At the present day the inns of chancery have sunk into insignificance. But the inns of court still enjoy their antient reputation with the sons of our nobility and gentry; and they exercise also the exclusive privilege of conferring the degree of barrister at law, the possession of which degree is an indispensable qualification for practising as counsel in the superior courts. And for the obtaining of this degree, it is necessary to be enrolled as a student in one or other of these inns (b), and after a (v) Ad Flet. 8, 2.

(x) See 2 Inst. proëm. (y) 3 Rep. Pref.

(*) C. 49.

(a) The Inns of Chancery were latterly Clifford's Inn, Clement's Inn, New Inn, Staple's Inn, and Barnard's Inn. Besides these, there were formerly Furnival's Inn, the

e Strand Inn, Lyon's Inn, and

Thavies' Inn. As to Inns of Chancery, see Rex v. Barnard's Inn, (1836) 6 A. & E. 17, and the Report of the commissioners appointed to inquire into their constitution, which was presented to Parliament in the year 1855. See also Smith v. Kerr, [1900] 2 Ch. 511.

(b) The candidate for admission as a student, unless he shall have

certain period to apply to its principal officers (or benchers) for a call to the bar (c). As a qualification for call, the student must (as the general rule) have kept commons for three years (i.e. twelve terms), by dining at least six times in each term in the hall of the society into which he has obtained admission; excepting that if he is a member of an university in the United Kingdom, dining three times in each term is sufficient (d). Moreover, no student may be called to the bar, unless he has passed a public examination for the purpose of ascertaining his fitness.

Accordingly, a public examination, for all the inns collectively, takes place periodically; and this examination is compulsory in the case of all students, except for certain colonial barristers who desire to be called to the English Bar (e).

Academical instruction in the law may, however, now be obtained in schools other than those of the inns of court; and though no provision for instruction in the common law was antiently made at either Oxford or Cambridge, that deficiency has been long since redressed by the munificence of private donors, who at each of these universities have founded professorships, with appropriate

passed a public examination at some university within the British dominions, or for a commission in the Army or Navy, or for the Indian Civil Service, or for the Consular Service, or for cadetships in the three eastern colonies of Ceylon, Hong Kong, and the Straits Settlements, must in general pass a preliminary examination testing his knowledge of the English and Latin languages, and of English history. (See Consol. Reg., June, 1899). As to the relation which exists between the Inns of Courts and those who have become members, see Neate v. Denman, L. R. (1874) 18 Eq. 127;

Manisty v. Kenealy, (1875) 24
W. R. 918.

(c) An appeal from the decision of the benchers as to calling to the bar or disbarring, lies to the judges in their capacity of visitors. (See The King v. Lincoln's Inn, (1825) 4 B. & C. 855.)

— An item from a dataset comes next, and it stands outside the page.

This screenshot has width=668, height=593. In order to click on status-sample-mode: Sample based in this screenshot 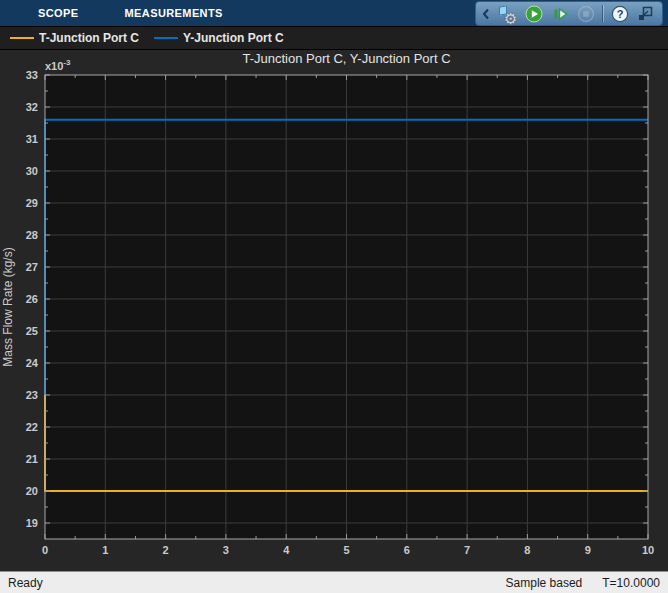, I will do `click(544, 583)`.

(d) Consol. Reg. June, 1899, artt.

11-12.

(e) Ibid. artt. 41-49. For the purpose of affording to students the means of obtaining instruction and guidance in their legal studies, Professors (now called Readers and Assistant Readers) are appointed by a joint council of the Four Inns.

endowments for that purpose. And in the various colleges of the University of London, and the Victoria University (f), and at Bristol, and elsewhere in England, there are also now very effective schools of the common law.

(f) By the Victoria University Act, 1888, the graduates of this university have been placed upon the same level with graduates of the Universities of Oxford, Cambridge, and London, with regard to

privileges and exemptions, and eligibility to appointments. By the University of London Act, 1898, provision is made for the re-constitution of the University of London.